Principles met

  • We will develop systems that enable citizens to be equal partners in designing and commissioning public services and in determining the use of public resources.
  • We will promote community-based approaches to economic development that focus on supporting the creation of jobs, social enterprises and other businesses and providing an environment for co-operative and mutual enterprises to thrive.
  • We will embrace innovation in how we work with local communities to drive positive change.
  • We will capture and ‘expand’ the experience and learning from individual projects and approaches in order to encourage broader application of co-operative principles within individual member Councils and across the Network.
  • We will support the development of a framework and criteria for social value, giving substance to the concept and supporting Councils with the tools to ensure better local social and economic outcomes.
  • In exploring new ways of meeting the priority needs of our communities we will encourage models, such as co-operatives and mutuals, which give greater influence and voice to staff and users. in designing and commissioning public services and in determining the use of public resources.

The onset of the Cost of Living Crisis put into sharp relief the issue of poverty in Tameside.

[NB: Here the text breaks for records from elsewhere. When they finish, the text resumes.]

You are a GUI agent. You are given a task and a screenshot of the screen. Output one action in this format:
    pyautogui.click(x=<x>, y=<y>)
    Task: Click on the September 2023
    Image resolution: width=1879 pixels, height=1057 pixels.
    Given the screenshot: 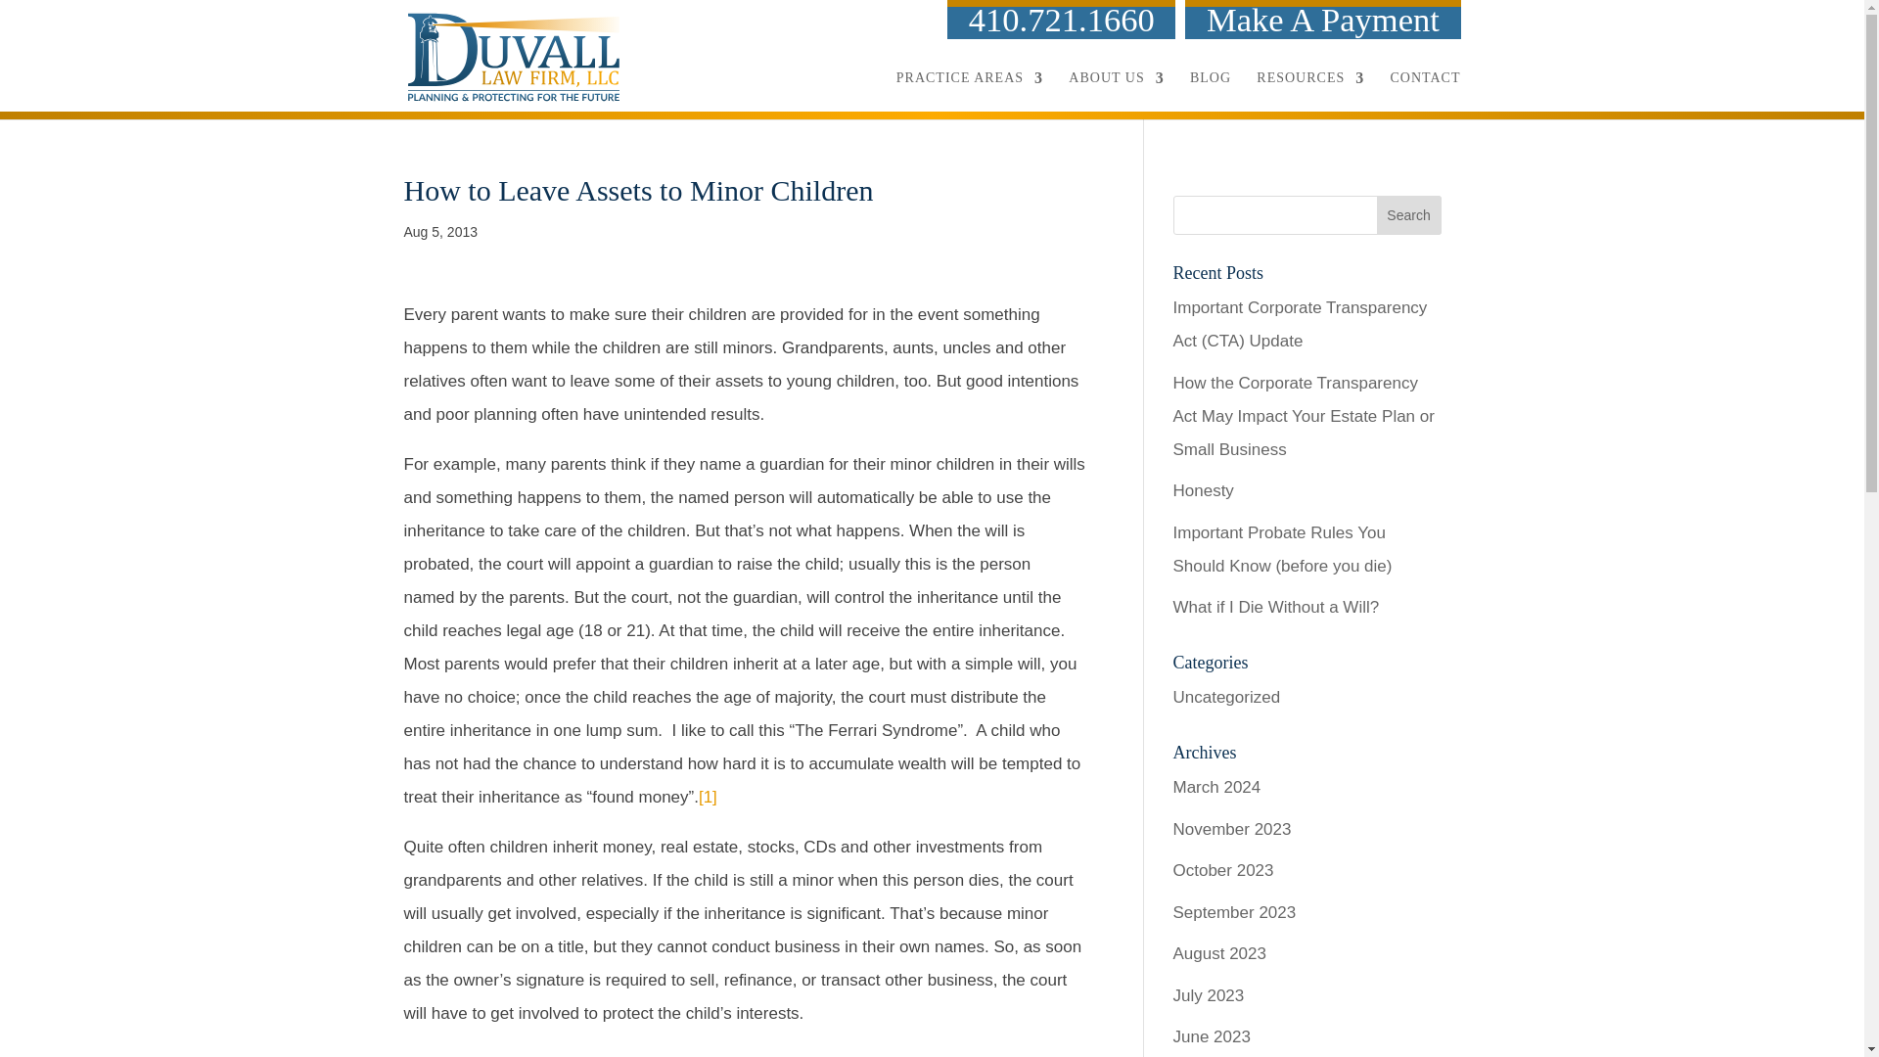 What is the action you would take?
    pyautogui.click(x=1234, y=911)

The Local Authority began the process of developing a Strategy for the borough early last year but it was clear that this could not be done in isolation.

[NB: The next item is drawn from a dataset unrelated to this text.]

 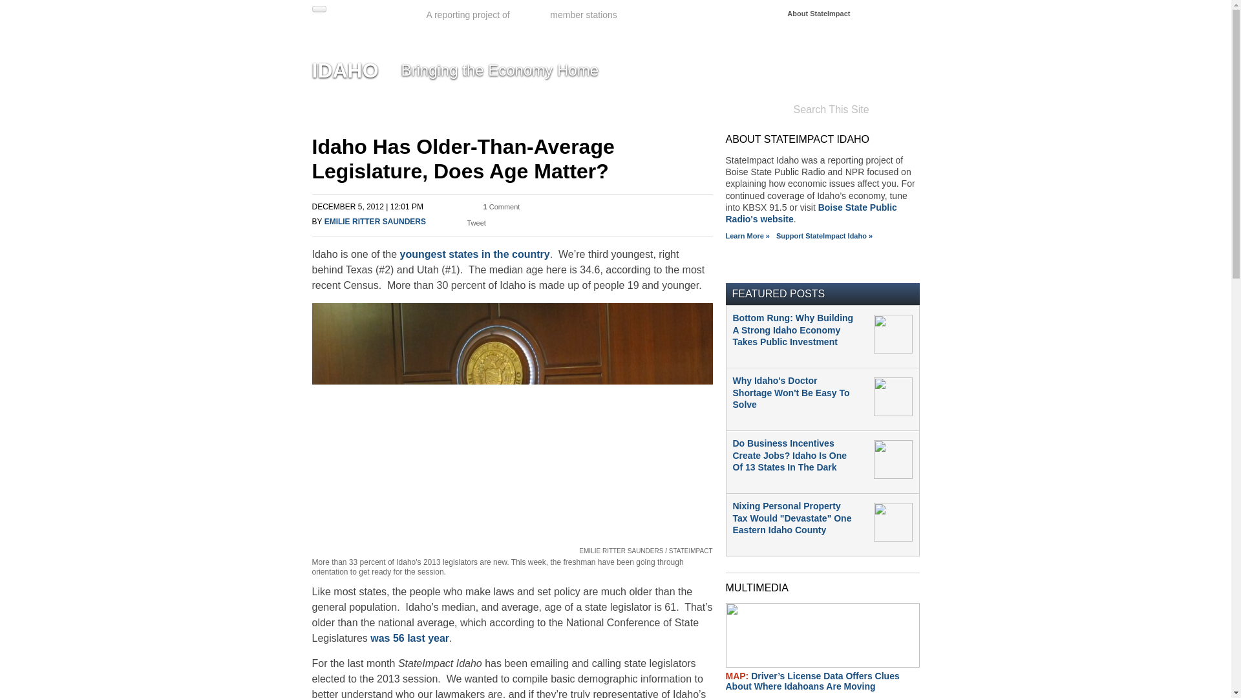 I want to click on NPR, so click(x=530, y=16).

Tameside’s Health & Wellbeing Board took the mantle of generating the appetite for a joint approach to develop a Strategy which unlocked resource commitments from Partners across the system to better understand the picture in Tameside.

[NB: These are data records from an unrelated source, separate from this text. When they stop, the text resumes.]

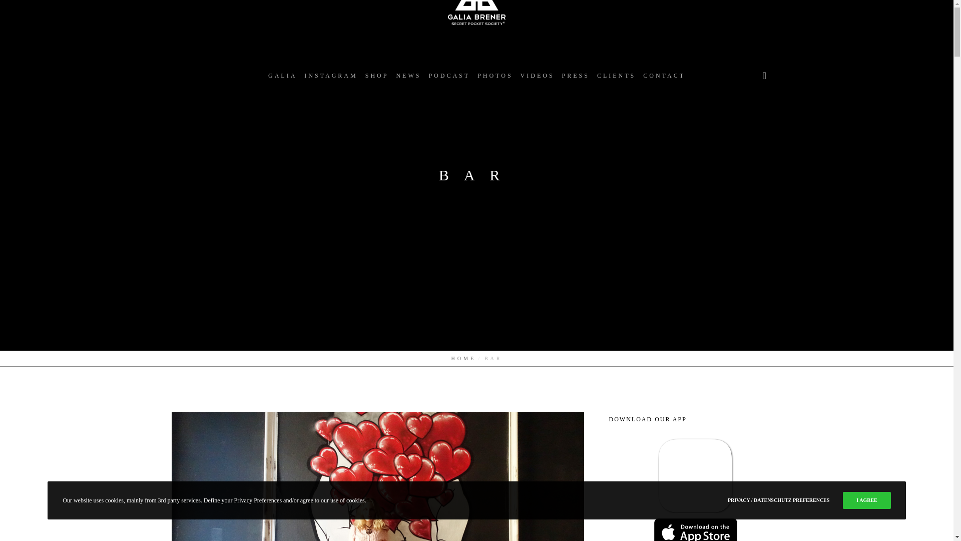 The width and height of the screenshot is (961, 541). Describe the element at coordinates (576, 75) in the screenshot. I see `PRESS` at that location.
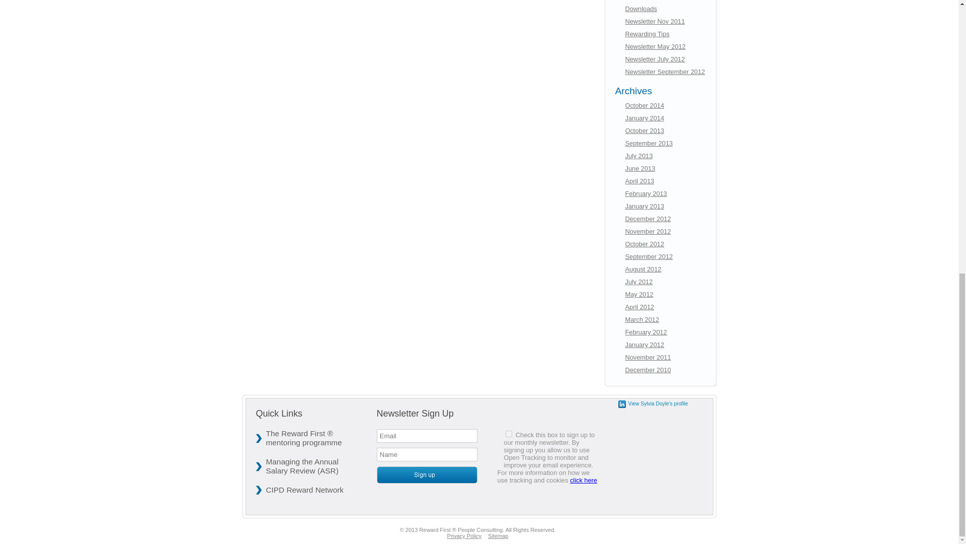  What do you see at coordinates (427, 454) in the screenshot?
I see `Name` at bounding box center [427, 454].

Firstly, to clearly describe the issue and provide a resource for all to use we developed a Poverty Needs Assessment. This work and the subsequent development of the Strategy were informed by a broad range of engagement and consultation:

  • Tames Poverty Truth Commission – The commission brought together grassroots commissioners, people with lived experience of poverty and senior civic, political and business leaders on an equal footing to identify a shape a series of recommendations
  • Focus Groups – Commissioned from an independent organisation, a series of focus with people from socio-economically disadvantaged backgrounds to examine in more granular detail some of the key issues.
  • Partnership Engagement Network – Poverty was the headline focus for a Partnership Engagement Network Conference with members of the public and Partners,
  • Inequalities Reference Group – With membership drawn from statutory and VCFSE Partners, this group produced a range of papers looking at topics relevant to this issue.